What is this European “cyber shield” announced for 2024?

The announcement has a little taste of science fiction come true. European Commissioner Thierry Breton announced on Wednesday that he wanted to create a “European cyber shield” in the coming months. Like the “Star Wars” that Ronald Reagan declared in the 1980s? The plan is already more concrete, as the threat increases in the context of the war in Ukraine.

The warrior context is also well cited by the European Commissioner in charge of the Internal Market and Digital, who also mentions a “reserve cyber army”. But why does Europe want a common mechanism? How will this “shield” work? On what bases will European solidarity be applied? 20 minutes make the point.

Why is cyber defense a European problem?

In an increasingly digitized and dematerialized society, malware and ransomware are already on the increase, targeting hospitals in particular. There is therefore a real question of public safety, but hackers do not necessarily target their victims in a disinterested way. “With the war in Ukraine, cyberattacks jumped 140% in Europe last year,” reveals Thierry Breton in an interview with Echoes. “Coincidentally,” these activities are increasing on countries that send weapons to Ukraine, he added during an interview on LCI on Wednesday morning.

In the war that Russia is waging in Ukraine, the digital dimension is indeed not forgotten. Even before its military offensive, Russia had launched a vast cyberespionage operation, in order to prepare attacks and to identify the entire Ukrainian population, according to the American cybersecurity group Mandiant, which has been helping Kiev since the summer of 2021. Surveillance, disinformation but also attacks against government sites… So many battles that now have to be waged online during a conflict between States.

How will this “shield” be put in place?

The idea was already presented by the European Commission in December 2020, and the “cyber shield” should be operational next year. Including a “reserve cyber army”, it is a device provided for in the “Cyber ​​Solidarity Act”, a regulation that Thierry Breton will present in Brussels on April 18. The detection of attacks will be entrusted to a European network of six or seven SOCs (Cyber ​​Security Operational Centers), distributed in strategic locations on EU territory. On a daily basis, the SOCs will be responsible for monitoring all sensitive networks in the Union to anticipate attacks.

Equipped with supercomputers and artificial intelligence systems, they will operate on the model of the Galileo satellite system, explains Thierry Breton. Three first major SOCs will be deployed this year, without waiting for the vote on this new regulation. The investment will amount to “more than 1 billion euros, two-thirds financed by Europe”, he specified to the Echoes. Seventeen countries participated in the financing.

A solidarity based on what?

The new regulation also provides for a partnership between Member States to strengthen the resilience of critical infrastructures in the European Union (airports, power stations, gas pipelines, electricity networks, Internet cables, etc.) with attack scenarios and penetration tests to detect vulnerabilities. In the event of a major attack, a “cyber emergency mechanism” will be provided: immediate exchange of information, joint crisis management and mutual assistance.

This is where the “cyber reserve, made up of several thousand stakeholders, public and private service providers, on a voluntary basis, to support the defense effort in the event of an attack” comes into play, says Thierry Breton. “This cyber reserve will be ready to intervene at the request of any Member State”, he specifies. It remains to be seen who will lead this reserve, a subject which risks opposing Member States and the European Commission.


WORK REQUEST> Would you restate the data exactly as given?

Collected data:
• • • • • • •
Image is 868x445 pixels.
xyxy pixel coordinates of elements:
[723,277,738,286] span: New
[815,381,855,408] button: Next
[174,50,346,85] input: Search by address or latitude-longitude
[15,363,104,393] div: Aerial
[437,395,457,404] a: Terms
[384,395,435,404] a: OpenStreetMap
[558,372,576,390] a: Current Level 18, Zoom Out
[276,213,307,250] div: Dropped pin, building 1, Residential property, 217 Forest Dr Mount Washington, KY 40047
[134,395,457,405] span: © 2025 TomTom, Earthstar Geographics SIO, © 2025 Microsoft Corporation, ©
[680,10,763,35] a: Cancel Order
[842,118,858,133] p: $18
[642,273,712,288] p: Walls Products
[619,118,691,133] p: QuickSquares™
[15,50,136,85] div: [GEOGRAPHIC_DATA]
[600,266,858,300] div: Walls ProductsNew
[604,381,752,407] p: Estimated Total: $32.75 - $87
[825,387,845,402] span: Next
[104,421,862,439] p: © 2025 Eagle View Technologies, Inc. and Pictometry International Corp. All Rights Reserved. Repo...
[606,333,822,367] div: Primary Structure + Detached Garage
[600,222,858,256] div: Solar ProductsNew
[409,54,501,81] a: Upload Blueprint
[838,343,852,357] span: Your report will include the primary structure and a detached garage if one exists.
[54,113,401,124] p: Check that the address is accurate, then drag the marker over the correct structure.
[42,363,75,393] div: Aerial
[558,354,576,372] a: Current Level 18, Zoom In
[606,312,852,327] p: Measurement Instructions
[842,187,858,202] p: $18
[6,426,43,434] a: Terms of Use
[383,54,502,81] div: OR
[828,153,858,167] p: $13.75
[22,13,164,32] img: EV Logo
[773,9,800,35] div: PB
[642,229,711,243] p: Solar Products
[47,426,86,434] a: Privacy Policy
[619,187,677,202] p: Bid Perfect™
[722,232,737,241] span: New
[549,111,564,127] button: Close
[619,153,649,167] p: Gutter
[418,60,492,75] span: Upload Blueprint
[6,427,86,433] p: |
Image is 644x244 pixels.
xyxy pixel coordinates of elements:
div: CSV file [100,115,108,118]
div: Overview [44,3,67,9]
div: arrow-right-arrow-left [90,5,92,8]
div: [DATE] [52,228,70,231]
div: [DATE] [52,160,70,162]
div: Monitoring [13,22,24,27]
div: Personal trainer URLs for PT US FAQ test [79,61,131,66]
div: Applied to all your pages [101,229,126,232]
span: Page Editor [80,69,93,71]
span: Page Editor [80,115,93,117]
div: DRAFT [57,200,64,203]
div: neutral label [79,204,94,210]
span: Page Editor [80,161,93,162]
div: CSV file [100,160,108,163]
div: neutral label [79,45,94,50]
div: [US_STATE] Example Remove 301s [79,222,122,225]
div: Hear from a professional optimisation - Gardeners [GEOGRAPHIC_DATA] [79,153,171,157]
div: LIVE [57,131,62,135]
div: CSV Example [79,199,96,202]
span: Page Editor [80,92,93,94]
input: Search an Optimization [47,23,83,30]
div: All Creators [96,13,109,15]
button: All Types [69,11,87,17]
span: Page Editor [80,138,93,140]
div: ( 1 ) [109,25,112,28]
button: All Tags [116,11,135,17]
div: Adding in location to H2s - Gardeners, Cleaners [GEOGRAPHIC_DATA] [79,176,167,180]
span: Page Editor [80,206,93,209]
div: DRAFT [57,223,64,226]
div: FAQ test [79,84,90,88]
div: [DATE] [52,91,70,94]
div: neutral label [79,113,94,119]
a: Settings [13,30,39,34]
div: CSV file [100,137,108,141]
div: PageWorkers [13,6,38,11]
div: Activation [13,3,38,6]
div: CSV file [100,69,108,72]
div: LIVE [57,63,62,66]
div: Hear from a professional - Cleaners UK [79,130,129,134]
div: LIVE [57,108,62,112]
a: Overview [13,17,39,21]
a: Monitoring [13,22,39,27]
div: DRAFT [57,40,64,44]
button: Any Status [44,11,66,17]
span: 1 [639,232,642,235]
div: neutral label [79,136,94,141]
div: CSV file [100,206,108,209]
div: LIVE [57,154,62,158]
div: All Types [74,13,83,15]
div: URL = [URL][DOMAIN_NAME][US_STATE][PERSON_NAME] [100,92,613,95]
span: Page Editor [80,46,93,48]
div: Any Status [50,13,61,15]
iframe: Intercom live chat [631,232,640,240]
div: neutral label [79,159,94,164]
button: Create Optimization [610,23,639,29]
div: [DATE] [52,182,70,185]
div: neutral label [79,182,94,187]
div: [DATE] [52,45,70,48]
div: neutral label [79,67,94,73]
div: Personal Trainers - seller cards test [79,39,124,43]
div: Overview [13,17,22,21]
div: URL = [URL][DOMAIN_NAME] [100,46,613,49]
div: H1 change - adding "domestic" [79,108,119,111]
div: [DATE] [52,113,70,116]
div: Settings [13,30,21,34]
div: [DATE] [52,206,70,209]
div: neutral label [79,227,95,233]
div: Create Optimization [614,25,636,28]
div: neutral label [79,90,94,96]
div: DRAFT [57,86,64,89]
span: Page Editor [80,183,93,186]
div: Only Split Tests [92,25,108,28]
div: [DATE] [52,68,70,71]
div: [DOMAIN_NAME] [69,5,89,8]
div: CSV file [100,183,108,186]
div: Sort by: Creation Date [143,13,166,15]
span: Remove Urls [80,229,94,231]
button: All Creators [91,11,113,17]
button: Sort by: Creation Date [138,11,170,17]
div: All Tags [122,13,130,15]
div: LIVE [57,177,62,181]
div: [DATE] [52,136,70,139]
• • • • • • •
RESPONSE AREA>
Image is 868x445 pixels.
xyxy pixel coordinates of elements:
[723,277,738,286] span: New
[815,381,855,408] button: Next
[174,50,346,85] input: Search by address or latitude-longitude
[15,363,104,393] div: Aerial
[437,395,457,404] a: Terms
[384,395,435,404] a: OpenStreetMap
[558,372,576,390] a: Current Level 18, Zoom Out
[276,213,307,250] div: Dropped pin, building 1, Residential property, 217 Forest Dr Mount Washington, KY 40047
[134,395,457,405] span: © 2025 TomTom, Earthstar Geographics SIO, © 2025 Microsoft Corporation, ©
[680,10,763,35] a: Cancel Order
[842,118,858,133] p: $18
[642,273,712,288] p: Walls Products
[619,118,691,133] p: QuickSquares™
[15,50,136,85] div: [GEOGRAPHIC_DATA]
[600,266,858,300] div: Walls ProductsNew
[604,381,752,407] p: Estimated Total: $32.75 - $87
[825,387,845,402] span: Next
[104,421,862,439] p: © 2025 Eagle View Technologies, Inc. and Pictometry International Corp. All Rights Reserved. Repo...
[606,333,822,367] div: Primary Structure + Detached Garage
[600,222,858,256] div: Solar ProductsNew
[409,54,501,81] a: Upload Blueprint
[838,343,852,357] span: Your report will include the primary structure and a detached garage if one exists.
[54,113,401,124] p: Check that the address is accurate, then drag the marker over the correct structure.
[42,363,75,393] div: Aerial
[558,354,576,372] a: Current Level 18, Zoom In
[606,312,852,327] p: Measurement Instructions
[842,187,858,202] p: $18
[6,426,43,434] a: Terms of Use
[383,54,502,81] div: OR
[828,153,858,167] p: $13.75
[22,13,164,32] img: EV Logo
[773,9,800,35] div: PB
[642,229,711,243] p: Solar Products
[47,426,86,434] a: Privacy Policy
[619,187,677,202] p: Bid Perfect™
[722,232,737,241] span: New
[549,111,564,127] button: Close
[619,153,649,167] p: Gutter
[418,60,492,75] span: Upload Blueprint
[6,427,86,433] p: |
Image is 644x244 pixels.
xyxy pixel coordinates of elements:
div: CSV file [100,115,108,118]
div: Overview [44,3,67,9]
div: arrow-right-arrow-left [90,5,92,8]
div: [DATE] [52,228,70,231]
div: [DATE] [52,160,70,162]
div: Monitoring [13,22,24,27]
div: Personal trainer URLs for PT US FAQ test [79,61,131,66]
div: Applied to all your pages [101,229,126,232]
span: Page Editor [80,69,93,71]
span: Page Editor [80,115,93,117]
div: DRAFT [57,200,64,203]
div: neutral label [79,204,94,210]
span: Page Editor [80,161,93,162]
div: CSV file [100,160,108,163]
div: neutral label [79,45,94,50]
div: [US_STATE] Example Remove 301s [79,222,122,225]
div: Hear from a professional optimisation - Gardeners [GEOGRAPHIC_DATA] [79,153,171,157]
div: LIVE [57,131,62,135]
div: CSV Example [79,199,96,202]
span: Page Editor [80,92,93,94]
input: Search an Optimization [47,23,83,30]
div: All Creators [96,13,109,15]
button: All Types [69,11,87,17]
span: Page Editor [80,138,93,140]
div: ( 1 ) [109,25,112,28]
button: All Tags [116,11,135,17]
div: Adding in location to H2s - Gardeners, Cleaners [GEOGRAPHIC_DATA] [79,176,167,180]
span: Page Editor [80,206,93,209]
div: DRAFT [57,223,64,226]
div: FAQ test [79,84,90,88]
div: [DATE] [52,91,70,94]
div: neutral label [79,113,94,119]
a: Settings [13,30,39,34]
div: CSV file [100,137,108,141]
div: PageWorkers [13,6,38,11]
div: Activation [13,3,38,6]
div: CSV file [100,69,108,72]
div: LIVE [57,63,62,66]
div: Hear from a professional - Cleaners UK [79,130,129,134]
div: LIVE [57,108,62,112]
a: Overview [13,17,39,21]
a: Monitoring [13,22,39,27]
div: DRAFT [57,40,64,44]
button: Any Status [44,11,66,17]
span: 1 [639,232,642,235]
div: neutral label [79,136,94,141]
div: CSV file [100,206,108,209]
div: LIVE [57,154,62,158]
div: All Types [74,13,83,15]
div: URL = [URL][DOMAIN_NAME][US_STATE][PERSON_NAME] [100,92,613,95]
span: Page Editor [80,46,93,48]
div: Any Status [50,13,61,15]
iframe: Intercom live chat [631,232,640,240]
div: neutral label [79,159,94,164]
button: Create Optimization [610,23,639,29]
div: [DATE] [52,182,70,185]
div: neutral label [79,182,94,187]
div: [DATE] [52,45,70,48]
div: neutral label [79,67,94,73]
div: Personal Trainers - seller cards test [79,39,124,43]
div: Overview [13,17,22,21]
div: URL = [URL][DOMAIN_NAME] [100,46,613,49]
div: H1 change - adding "domestic" [79,108,119,111]
div: [DATE] [52,113,70,116]
div: Settings [13,30,21,34]
div: [DATE] [52,206,70,209]
div: neutral label [79,227,95,233]
div: Create Optimization [614,25,636,28]
div: neutral label [79,90,94,96]
div: DRAFT [57,86,64,89]
span: Page Editor [80,183,93,186]
div: Only Split Tests [92,25,108,28]
div: [DATE] [52,68,70,71]
div: [DOMAIN_NAME] [69,5,89,8]
div: CSV file [100,183,108,186]
div: Sort by: Creation Date [143,13,166,15]
span: Remove Urls [80,229,94,231]
button: All Creators [91,11,113,17]
button: Sort by: Creation Date [138,11,170,17]
div: All Tags [122,13,130,15]
div: LIVE [57,177,62,181]
div: [DATE] [52,136,70,139]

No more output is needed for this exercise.